In chapter 11 of Accelerated C++, the authors present a Vector class emulating the behaviour of std::vector using arrays. They use the allocator class to handle memory management. The role of the uncreate
function is to destroy each element of the array and deallocate the space allocated for the array:
template <class T> void Vec<T>::uncreate() {
if (data) {
// destroy (in reverse order) the elements that were constructed
iterator it = avail;
while (it != data)
alloc.destroy(--it);
// return all the space that was allocated
alloc.deallocate(data, limit - data);
}
// reset pointers to indicate that the Vec is empty again
data = limit = avail = 0;
}
Obviously we need to deallocate allocated space. But it's unclear to me why we need to destroy individual elements as well. What would happen if we only deallocated memory without destroying individual elements?
Basically destructor is about the death of objects and deletion is about the freeing of dynamically allocated memory, but the two actions are often intertwined.
Only deallocate memory when you are truly finished with that memory. If you have more than one pointer to a chunk of memory, then deallocating that chunk makes all pointers to it stale; they are pointing to memory that you are no longer allowed to use. Those pointers are called dangling pointers.
(transitive) To remove from the set of resources put aside for (allocated to) a particular user or purpose. Empty out your locker; it will be deallocated at the end of the day.
Destructors are usually used to deallocate memory and do other cleanup for a class object and its class members when the object is destroyed. A destructor is called for a class object when that object passes out of scope or is explicitly deleted.
The reason is that it'd might get you in trouble. The paragraph 4 from chapter 3.8 (Object lifetime) of C++standard explains why (emphasis mine):
A program may end the lifetime of any object by reusing the storage which the object occupies or by explicitly calling the destructor for an object of a class type with a non-trivial destructor. For an object of a class type with a non-trivial destructor, the program is not required to call the destructor explicitly before the storage which the object occupies is reused or released; however, if there is no explicit call to the destructor or if a delete-expression (5.3.5) is not used to release the storage, the destructor shall not be implicitly called and any program that depends on the side effects produced by the destructor has undefined behavior.
It means it's fine to do it on memory that's occupied by objects with trivial destructor(*) or objects that don't have one at all (such as ints
and the like). But when the memory contains objects of a class that needs to do some work in the destructor (like closing network connections or files, flushing buffers, releasing memory), you'll leak resources (and formaly by the standard, invoke undefined behaviour).
(*) A destructor is trivial if it's compiler generated, is not virtual, and all the non-static members and direct base classes of the class it is member of have trivial destructors.
Destroying the individual elements ensures that their destructors are called and therefore they have a chance to free any resources they own. Simply deallocating the memory would not call the destructor of the object placed in that memory.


Copy each line below exactly as it appears. Pictures are to be omitted.

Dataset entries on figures
·····

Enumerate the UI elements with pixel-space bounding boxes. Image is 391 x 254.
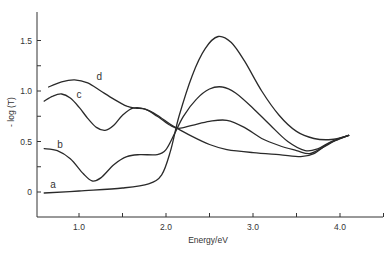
- x-axis-label: Energy/eV: [188, 235, 228, 245]
- curve-b: [44, 87, 349, 181]
- y-tick-label: 0.5: [20, 137, 32, 147]
- y-tick-label: 0: [27, 187, 32, 197]
- y-ticks: 00.51.01.5: [20, 36, 41, 198]
- curve-a: [44, 36, 349, 193]
- curve-c: [44, 94, 349, 154]
- y-tick-label: 1.5: [20, 36, 32, 46]
- x-tick-label: 2.0: [160, 222, 172, 232]
- x-tick-label: 3.0: [247, 222, 259, 232]
- series-label-a: a: [50, 179, 56, 190]
- absorbance-chart: 1.02.03.04.0 00.51.01.5 abcd Energy/eV -…: [0, 0, 391, 254]
- y-tick-label: 1.0: [20, 86, 32, 96]
- series-label-c: c: [76, 89, 81, 100]
- x-tick-label: 4.0: [334, 222, 346, 232]
- x-ticks: 1.02.03.04.0: [73, 213, 383, 232]
- curve-d: [49, 80, 349, 157]
- y-axis-label: - log (T): [6, 97, 16, 127]
- x-tick-label: 1.0: [73, 222, 85, 232]
- series-label-d: d: [96, 71, 102, 82]
- series-label-b: b: [57, 139, 63, 150]
- series-labels: abcd: [50, 71, 102, 190]
- curves: [44, 36, 349, 193]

·····

§ **Answer below**:
Enumerate the UI elements with pixel-space bounding boxes. Image is 391 x 254.
- x-axis-label: Energy/eV: [188, 235, 228, 245]
- curve-b: [44, 87, 349, 181]
- y-tick-label: 0.5: [20, 137, 32, 147]
- y-tick-label: 0: [27, 187, 32, 197]
- y-ticks: 00.51.01.5: [20, 36, 41, 198]
- curve-a: [44, 36, 349, 193]
- curve-c: [44, 94, 349, 154]
- y-tick-label: 1.5: [20, 36, 32, 46]
- x-tick-label: 2.0: [160, 222, 172, 232]
- x-tick-label: 3.0: [247, 222, 259, 232]
- series-label-a: a: [50, 179, 56, 190]
- absorbance-chart: 1.02.03.04.0 00.51.01.5 abcd Energy/eV -…: [0, 0, 391, 254]
- y-tick-label: 1.0: [20, 86, 32, 96]
- series-label-c: c: [76, 89, 81, 100]
- x-tick-label: 4.0: [334, 222, 346, 232]
- x-ticks: 1.02.03.04.0: [73, 213, 383, 232]
- curve-d: [49, 80, 349, 157]
- y-axis-label: - log (T): [6, 97, 16, 127]
- x-tick-label: 1.0: [73, 222, 85, 232]
- series-label-d: d: [96, 71, 102, 82]
- series-label-b: b: [57, 139, 63, 150]
- series-labels: abcd: [50, 71, 102, 190]
- curves: [44, 36, 349, 193]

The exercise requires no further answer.